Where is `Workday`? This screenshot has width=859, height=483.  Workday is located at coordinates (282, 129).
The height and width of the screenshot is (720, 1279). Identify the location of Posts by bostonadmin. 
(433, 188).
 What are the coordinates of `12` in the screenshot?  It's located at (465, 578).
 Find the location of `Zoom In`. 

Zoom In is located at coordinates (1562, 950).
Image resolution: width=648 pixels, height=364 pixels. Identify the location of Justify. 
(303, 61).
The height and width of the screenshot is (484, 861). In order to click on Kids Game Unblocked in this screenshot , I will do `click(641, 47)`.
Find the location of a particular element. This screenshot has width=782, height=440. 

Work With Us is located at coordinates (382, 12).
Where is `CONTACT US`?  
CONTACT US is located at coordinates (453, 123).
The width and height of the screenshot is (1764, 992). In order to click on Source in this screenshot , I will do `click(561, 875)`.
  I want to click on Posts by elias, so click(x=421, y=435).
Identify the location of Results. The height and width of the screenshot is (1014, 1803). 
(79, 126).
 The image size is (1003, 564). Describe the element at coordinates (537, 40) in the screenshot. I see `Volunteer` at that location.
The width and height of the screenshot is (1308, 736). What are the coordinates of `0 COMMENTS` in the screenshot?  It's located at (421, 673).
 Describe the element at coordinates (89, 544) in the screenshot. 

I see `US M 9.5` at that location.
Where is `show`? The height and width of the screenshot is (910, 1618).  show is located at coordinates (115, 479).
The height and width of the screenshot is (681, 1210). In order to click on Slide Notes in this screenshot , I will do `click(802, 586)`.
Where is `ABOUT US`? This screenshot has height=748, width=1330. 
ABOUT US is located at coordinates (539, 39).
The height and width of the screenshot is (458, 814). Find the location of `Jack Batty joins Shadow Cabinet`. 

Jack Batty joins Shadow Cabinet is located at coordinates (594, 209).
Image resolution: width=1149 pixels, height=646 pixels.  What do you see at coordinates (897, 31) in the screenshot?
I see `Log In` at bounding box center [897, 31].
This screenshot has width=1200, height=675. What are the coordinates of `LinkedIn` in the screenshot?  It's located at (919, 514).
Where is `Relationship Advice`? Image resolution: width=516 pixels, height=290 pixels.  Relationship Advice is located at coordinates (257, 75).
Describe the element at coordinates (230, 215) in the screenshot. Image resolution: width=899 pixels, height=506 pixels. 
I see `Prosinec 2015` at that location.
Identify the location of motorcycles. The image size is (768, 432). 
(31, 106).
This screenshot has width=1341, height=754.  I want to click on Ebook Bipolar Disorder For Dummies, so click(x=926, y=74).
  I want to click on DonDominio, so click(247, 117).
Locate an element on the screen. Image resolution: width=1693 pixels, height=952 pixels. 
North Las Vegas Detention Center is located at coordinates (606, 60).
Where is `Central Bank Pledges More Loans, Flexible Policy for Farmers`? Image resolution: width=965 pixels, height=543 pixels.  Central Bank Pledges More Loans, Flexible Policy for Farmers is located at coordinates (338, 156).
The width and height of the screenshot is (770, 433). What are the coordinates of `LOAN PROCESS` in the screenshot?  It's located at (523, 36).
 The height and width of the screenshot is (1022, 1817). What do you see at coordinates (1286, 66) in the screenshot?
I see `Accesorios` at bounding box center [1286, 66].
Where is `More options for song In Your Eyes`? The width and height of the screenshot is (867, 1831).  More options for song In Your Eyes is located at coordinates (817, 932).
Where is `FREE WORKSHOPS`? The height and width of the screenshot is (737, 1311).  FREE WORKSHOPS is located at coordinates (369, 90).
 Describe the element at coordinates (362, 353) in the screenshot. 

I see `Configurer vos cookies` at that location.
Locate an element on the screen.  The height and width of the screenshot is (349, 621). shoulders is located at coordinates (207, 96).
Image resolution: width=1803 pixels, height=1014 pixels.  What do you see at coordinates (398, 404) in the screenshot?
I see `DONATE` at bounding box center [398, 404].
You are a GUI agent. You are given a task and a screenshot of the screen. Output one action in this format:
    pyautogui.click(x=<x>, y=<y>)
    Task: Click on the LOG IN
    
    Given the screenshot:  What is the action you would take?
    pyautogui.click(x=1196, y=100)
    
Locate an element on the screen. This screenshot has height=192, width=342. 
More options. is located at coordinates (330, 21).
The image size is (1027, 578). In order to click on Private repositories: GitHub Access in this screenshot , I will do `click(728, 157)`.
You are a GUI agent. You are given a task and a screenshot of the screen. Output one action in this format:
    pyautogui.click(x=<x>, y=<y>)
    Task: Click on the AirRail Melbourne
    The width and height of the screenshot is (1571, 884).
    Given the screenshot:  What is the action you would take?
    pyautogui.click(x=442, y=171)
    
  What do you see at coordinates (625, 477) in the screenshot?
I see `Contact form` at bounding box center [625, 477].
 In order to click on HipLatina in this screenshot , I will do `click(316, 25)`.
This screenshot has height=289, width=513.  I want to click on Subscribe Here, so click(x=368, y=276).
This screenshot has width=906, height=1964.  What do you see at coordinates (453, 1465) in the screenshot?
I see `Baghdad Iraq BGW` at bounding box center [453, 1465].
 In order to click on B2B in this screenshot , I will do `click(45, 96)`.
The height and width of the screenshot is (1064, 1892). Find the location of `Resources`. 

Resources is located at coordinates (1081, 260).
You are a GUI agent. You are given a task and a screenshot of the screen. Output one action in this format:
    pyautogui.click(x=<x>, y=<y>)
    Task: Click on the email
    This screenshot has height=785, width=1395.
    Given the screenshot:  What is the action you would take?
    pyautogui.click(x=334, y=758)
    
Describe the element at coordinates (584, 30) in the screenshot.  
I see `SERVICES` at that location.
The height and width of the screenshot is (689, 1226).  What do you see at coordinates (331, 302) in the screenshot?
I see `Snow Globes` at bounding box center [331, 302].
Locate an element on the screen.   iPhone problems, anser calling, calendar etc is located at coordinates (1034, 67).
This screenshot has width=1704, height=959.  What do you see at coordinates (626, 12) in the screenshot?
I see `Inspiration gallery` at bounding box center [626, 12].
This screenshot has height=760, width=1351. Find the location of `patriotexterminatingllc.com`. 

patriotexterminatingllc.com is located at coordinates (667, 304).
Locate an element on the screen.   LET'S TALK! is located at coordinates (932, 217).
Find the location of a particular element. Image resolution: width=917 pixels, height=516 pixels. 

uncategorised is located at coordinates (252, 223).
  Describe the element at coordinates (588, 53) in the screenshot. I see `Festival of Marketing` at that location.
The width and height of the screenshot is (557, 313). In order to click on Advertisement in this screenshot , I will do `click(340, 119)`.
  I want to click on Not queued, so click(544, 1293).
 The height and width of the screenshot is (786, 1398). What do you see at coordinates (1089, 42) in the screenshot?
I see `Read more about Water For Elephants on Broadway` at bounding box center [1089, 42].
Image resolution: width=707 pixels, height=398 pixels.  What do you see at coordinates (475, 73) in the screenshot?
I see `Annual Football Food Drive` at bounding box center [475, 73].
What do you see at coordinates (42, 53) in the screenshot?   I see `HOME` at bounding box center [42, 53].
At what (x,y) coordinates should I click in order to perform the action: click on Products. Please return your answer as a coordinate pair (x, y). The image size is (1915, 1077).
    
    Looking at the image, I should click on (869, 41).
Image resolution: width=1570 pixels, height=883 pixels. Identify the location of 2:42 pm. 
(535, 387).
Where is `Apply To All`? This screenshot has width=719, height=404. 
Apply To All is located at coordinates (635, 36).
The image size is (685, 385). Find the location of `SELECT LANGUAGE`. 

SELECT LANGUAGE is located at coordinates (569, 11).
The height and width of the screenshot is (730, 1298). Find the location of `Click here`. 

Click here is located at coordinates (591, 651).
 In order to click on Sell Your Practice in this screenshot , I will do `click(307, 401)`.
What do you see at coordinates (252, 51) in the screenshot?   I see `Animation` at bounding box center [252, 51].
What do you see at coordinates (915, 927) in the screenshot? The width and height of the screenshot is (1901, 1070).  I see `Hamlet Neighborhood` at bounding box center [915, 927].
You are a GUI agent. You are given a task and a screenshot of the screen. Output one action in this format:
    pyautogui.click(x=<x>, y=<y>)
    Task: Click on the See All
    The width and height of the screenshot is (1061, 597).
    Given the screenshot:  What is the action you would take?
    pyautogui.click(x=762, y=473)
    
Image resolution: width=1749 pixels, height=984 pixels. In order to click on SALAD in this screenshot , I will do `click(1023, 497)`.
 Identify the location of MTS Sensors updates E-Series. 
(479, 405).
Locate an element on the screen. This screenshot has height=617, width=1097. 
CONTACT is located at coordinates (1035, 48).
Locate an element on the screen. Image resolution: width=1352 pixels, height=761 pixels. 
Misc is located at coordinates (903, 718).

##############################

* **About this task**
Each line from the one containing "Image resolution: width=1749" through the last line of the entries above is to be returned exactly, and no others.

* **Written solution**
Image resolution: width=1749 pixels, height=984 pixels. In order to click on SALAD in this screenshot , I will do `click(1023, 497)`.
 Identify the location of MTS Sensors updates E-Series. 
(479, 405).
Locate an element on the screen. This screenshot has height=617, width=1097. 
CONTACT is located at coordinates (1035, 48).
Locate an element on the screen. Image resolution: width=1352 pixels, height=761 pixels. 
Misc is located at coordinates (903, 718).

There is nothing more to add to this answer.